Clause 3 - Information recorded in Register
Identity Cards Bill
11:00 am

Tony McNulty (Minister of State (Immigration, Citizenship and Nationality), Home Office; Harrow East, Labour)
Let me deal first with the lead amendment. I will then address some of, but not all, the subsequent amendments. Clause 3(4) provides that information
''may continue to be recorded in the Register for so long as it is consistent with the statutory purposes for it to be so recorded.''
Amendment No. 22, which we dealt with some time ago, would take out the words ''consistent with'' and replace them with the words ''necessary for''. Clause 3(6) empowers the Secretary of State to make an order adding to the information that may be recorded on the register where he considers, again, that it will be ''consistent with'' the statutory purposes to do so. Amendment No. 23 would change that test to one of ''necessary for'' statutory purposes.
One can only assume that the hon. and learned Member for Harborough (Mr. Garnier) is of the view that the amendments would impose a higher test than the one that is in the Bill for the retention of existing information and the addition of further information. One also assumes that he seeks consistency with the fifth data protection principle, which states:
''Personal data processed for any purpose or purposes shall not be kept for longer than is necessary for that purpose or those purposes.''
The second of the two statutory purposes—we always return to those—is in clause 1(3)(b). It is to provide
''a secure and reliable method for registrable facts about . . . individuals to be ascertained or verified wherever that is necessary in the public interest.''
The test in clause 3 of ''consistent with'' the statutory purposes must therefore be read in the light of the necessity test that is built into the statutory purposes. The net result provides no less protection than would a double necessity test. Furthermore, it is not inconsistent with the fifth data protection principle.
In other words, as I have said on previous occasions, one always has to return to the building blocks that permeate clauses 1, 2 and 3. The necessity test that the hon. and learned Gentleman seeks is in clause 1(3) rather than in clause 3.
Amendment No. 26, tabled by the hon. and learned Gentleman, would require a super-affirmative resolution for any orders amending schedule 1, whether they added or removed information. Amendments Nos. 130, 131 and 132, tabled by the hon. Member for Orkney and Shetland, would require further primary legislation if the schedule ever needed modification, as they would remove the possibility of modifying the schedule by secondary legislation.
Two further amendments, Nos. 24 and 188, would make any orders either adding information to or removing it from the schedule subject to affirmative orders. That would not be an effective use of parliamentary time. There is already suitable scrutiny to safeguard people's privacy with a balance of negative and affirmative resolution procedures and the requirement that information may be added only if it is consistent with the statutory purposes.
The statutory purposes are not there for fun or just to make the Bill's first three clauses consistent. They are a real test and everything that flows from them needs to be seen in that regard. We shall resist those initial amendments. Although I understand where they are coming from, we do not agree with them.
As for the footprint—the tail end of paragraph 9 of schedule 1—I do not agree with much of what was said by the hon. Member for Lancaster and Wyre (Mr. Wallace). With due apology, he was again using sloppy language. He talked about a credit reference. There will be no record on the database of someone applying for a credit reference. As paragraph 9 states, entries will record when there has been an attempt to verify. The hon. Gentleman talked about identifying people's traits and other elements.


> **Problem statement**: Go through the data below and copy each line where the word "background" occurs.

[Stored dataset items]
----------------------------------------

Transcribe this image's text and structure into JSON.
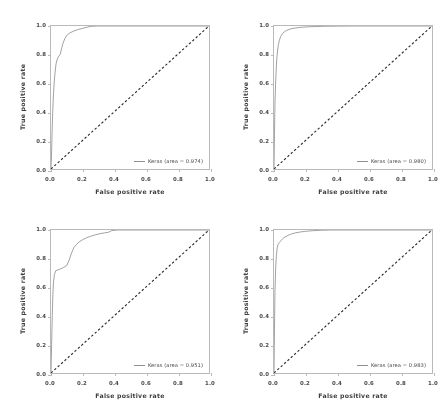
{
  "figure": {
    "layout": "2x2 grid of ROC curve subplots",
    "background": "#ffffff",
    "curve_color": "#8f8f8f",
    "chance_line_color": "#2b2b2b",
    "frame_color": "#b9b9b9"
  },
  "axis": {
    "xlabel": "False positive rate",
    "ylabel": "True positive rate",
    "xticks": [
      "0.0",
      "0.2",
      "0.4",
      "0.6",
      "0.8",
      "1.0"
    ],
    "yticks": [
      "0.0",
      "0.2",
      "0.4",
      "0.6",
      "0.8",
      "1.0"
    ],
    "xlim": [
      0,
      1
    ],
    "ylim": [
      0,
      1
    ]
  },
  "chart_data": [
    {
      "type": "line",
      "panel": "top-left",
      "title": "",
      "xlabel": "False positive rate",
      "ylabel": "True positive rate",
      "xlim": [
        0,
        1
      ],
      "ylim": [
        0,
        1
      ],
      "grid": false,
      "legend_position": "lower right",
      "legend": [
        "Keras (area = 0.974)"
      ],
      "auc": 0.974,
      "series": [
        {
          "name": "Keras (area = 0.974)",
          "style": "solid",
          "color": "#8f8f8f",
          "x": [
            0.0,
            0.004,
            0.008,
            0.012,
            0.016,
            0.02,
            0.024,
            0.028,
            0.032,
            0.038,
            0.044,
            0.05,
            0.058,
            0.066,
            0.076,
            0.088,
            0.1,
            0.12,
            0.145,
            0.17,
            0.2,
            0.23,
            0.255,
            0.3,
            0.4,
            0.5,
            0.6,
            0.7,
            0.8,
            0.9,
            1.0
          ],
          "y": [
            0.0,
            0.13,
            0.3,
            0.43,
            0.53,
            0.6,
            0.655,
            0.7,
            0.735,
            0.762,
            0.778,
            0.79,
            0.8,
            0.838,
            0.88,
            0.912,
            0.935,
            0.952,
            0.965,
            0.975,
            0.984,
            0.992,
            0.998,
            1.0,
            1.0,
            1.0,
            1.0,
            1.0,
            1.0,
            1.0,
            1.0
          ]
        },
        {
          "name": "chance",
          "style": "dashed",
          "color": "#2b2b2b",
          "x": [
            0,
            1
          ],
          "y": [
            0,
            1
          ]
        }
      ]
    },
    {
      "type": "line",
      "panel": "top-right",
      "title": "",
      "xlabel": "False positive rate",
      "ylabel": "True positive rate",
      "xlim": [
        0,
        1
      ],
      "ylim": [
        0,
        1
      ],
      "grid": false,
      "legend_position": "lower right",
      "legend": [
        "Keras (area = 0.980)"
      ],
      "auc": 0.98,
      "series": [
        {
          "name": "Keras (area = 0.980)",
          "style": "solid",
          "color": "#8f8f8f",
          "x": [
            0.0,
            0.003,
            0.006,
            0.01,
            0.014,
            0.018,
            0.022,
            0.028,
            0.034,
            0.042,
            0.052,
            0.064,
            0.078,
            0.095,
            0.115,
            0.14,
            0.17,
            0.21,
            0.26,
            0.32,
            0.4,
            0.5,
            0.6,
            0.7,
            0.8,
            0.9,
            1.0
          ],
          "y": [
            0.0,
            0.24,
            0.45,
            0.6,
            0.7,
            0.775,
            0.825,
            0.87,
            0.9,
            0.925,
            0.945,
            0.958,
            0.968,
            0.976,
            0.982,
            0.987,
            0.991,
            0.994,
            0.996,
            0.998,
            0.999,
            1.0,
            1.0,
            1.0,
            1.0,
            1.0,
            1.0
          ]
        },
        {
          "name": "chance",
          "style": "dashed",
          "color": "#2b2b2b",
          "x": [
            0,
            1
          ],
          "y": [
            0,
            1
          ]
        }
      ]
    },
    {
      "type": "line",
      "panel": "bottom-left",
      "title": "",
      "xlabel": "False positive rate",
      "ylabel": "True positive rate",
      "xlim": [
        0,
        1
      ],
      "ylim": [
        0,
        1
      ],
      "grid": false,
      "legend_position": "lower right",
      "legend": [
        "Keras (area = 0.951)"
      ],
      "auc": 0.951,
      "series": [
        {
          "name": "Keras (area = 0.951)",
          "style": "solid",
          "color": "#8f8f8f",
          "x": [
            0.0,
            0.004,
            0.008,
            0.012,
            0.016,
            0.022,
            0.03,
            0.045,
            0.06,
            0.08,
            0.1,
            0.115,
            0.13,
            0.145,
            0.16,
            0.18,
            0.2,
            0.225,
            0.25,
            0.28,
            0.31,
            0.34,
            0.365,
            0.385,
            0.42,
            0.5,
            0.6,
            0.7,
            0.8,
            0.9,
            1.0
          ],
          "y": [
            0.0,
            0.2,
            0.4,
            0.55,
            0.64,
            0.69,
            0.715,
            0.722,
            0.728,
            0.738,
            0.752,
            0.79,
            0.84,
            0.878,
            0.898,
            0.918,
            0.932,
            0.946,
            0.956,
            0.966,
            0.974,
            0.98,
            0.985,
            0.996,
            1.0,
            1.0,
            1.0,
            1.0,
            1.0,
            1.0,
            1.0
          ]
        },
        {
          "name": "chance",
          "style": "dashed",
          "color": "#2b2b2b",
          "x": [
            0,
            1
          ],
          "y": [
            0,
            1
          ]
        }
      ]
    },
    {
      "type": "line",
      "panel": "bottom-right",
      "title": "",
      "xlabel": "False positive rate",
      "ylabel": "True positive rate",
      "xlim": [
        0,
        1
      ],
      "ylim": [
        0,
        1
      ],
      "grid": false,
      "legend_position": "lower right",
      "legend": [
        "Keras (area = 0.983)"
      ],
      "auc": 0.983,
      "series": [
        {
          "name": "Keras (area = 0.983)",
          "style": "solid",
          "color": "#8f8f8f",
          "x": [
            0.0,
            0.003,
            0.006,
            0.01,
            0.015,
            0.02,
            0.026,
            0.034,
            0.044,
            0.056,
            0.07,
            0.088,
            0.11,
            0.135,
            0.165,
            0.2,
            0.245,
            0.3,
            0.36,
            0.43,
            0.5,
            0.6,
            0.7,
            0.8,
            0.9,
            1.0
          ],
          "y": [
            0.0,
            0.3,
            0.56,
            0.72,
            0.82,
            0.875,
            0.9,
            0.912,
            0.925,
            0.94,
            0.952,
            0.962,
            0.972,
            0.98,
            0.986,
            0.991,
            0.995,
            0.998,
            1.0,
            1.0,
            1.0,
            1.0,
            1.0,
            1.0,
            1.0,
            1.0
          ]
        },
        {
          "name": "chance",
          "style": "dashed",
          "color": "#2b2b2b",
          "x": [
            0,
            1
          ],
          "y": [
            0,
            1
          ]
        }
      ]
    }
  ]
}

----------------------------------------

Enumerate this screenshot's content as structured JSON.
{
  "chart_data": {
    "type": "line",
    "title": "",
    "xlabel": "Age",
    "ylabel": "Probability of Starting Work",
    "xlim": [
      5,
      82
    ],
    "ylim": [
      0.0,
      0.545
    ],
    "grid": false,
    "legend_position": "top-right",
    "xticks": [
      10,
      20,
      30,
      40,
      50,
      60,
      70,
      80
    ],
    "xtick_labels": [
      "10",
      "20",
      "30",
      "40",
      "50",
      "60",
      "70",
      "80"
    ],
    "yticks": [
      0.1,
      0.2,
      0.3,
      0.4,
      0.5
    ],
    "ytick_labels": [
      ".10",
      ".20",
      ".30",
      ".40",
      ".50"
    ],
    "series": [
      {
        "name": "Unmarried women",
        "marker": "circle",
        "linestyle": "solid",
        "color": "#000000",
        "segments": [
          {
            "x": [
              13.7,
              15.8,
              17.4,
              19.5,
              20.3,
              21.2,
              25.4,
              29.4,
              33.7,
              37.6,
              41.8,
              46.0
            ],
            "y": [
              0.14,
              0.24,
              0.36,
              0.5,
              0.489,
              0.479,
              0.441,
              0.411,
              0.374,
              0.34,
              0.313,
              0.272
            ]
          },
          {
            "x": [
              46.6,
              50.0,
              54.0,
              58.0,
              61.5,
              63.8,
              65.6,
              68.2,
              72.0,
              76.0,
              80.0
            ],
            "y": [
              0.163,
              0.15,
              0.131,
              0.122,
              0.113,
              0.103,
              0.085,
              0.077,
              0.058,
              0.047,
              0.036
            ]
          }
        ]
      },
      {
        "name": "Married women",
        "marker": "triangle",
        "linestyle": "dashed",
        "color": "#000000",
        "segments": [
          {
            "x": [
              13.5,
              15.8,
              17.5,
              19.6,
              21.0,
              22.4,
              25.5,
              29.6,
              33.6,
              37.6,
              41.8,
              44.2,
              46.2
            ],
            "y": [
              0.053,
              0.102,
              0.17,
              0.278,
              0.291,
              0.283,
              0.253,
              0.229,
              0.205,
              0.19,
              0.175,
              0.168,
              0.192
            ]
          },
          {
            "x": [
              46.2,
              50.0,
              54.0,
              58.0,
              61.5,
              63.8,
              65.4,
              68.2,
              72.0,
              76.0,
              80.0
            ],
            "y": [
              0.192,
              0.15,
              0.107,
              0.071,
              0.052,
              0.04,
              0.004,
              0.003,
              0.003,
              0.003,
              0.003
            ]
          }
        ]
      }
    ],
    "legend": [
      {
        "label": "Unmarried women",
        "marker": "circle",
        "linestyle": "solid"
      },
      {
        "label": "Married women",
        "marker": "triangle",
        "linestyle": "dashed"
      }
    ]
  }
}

----------------------------------------

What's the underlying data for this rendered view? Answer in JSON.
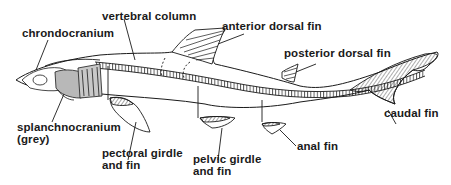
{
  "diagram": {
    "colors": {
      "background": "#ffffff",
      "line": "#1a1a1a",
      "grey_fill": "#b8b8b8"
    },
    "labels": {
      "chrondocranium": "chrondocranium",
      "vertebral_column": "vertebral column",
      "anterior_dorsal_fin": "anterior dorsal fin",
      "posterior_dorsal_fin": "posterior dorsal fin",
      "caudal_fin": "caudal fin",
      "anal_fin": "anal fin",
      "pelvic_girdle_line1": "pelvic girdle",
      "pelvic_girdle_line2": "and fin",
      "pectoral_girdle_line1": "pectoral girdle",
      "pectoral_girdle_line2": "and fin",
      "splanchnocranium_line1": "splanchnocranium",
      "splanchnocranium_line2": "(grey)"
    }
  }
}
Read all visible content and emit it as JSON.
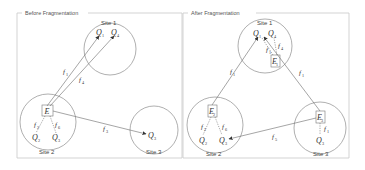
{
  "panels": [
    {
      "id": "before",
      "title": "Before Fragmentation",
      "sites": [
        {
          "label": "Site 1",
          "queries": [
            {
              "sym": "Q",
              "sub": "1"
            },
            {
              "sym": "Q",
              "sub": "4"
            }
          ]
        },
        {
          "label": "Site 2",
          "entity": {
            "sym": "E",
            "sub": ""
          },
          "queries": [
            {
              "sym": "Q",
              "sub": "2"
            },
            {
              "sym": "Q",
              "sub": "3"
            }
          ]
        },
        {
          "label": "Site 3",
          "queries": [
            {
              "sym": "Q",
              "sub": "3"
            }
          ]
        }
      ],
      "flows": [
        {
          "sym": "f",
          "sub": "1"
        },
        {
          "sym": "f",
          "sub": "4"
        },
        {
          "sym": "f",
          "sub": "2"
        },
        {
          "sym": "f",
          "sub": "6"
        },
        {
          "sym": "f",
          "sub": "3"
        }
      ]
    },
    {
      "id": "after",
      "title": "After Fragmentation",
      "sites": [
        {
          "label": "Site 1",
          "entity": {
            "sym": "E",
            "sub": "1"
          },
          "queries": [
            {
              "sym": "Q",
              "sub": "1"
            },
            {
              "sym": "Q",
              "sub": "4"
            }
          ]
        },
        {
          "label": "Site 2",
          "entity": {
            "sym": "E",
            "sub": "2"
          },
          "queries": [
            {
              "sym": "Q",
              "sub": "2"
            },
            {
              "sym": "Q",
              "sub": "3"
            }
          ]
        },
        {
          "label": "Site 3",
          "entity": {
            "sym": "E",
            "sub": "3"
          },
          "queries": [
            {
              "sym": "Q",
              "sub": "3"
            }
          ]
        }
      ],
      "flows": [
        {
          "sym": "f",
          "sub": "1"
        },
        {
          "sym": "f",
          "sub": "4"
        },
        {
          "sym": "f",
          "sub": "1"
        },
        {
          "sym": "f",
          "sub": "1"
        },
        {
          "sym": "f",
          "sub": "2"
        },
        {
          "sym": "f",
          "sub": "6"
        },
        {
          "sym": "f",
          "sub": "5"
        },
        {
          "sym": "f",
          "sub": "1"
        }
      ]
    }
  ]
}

----------------------------------------

> **Problem solution**:
    "background": "#ffffff",
      "background": "#ffffff",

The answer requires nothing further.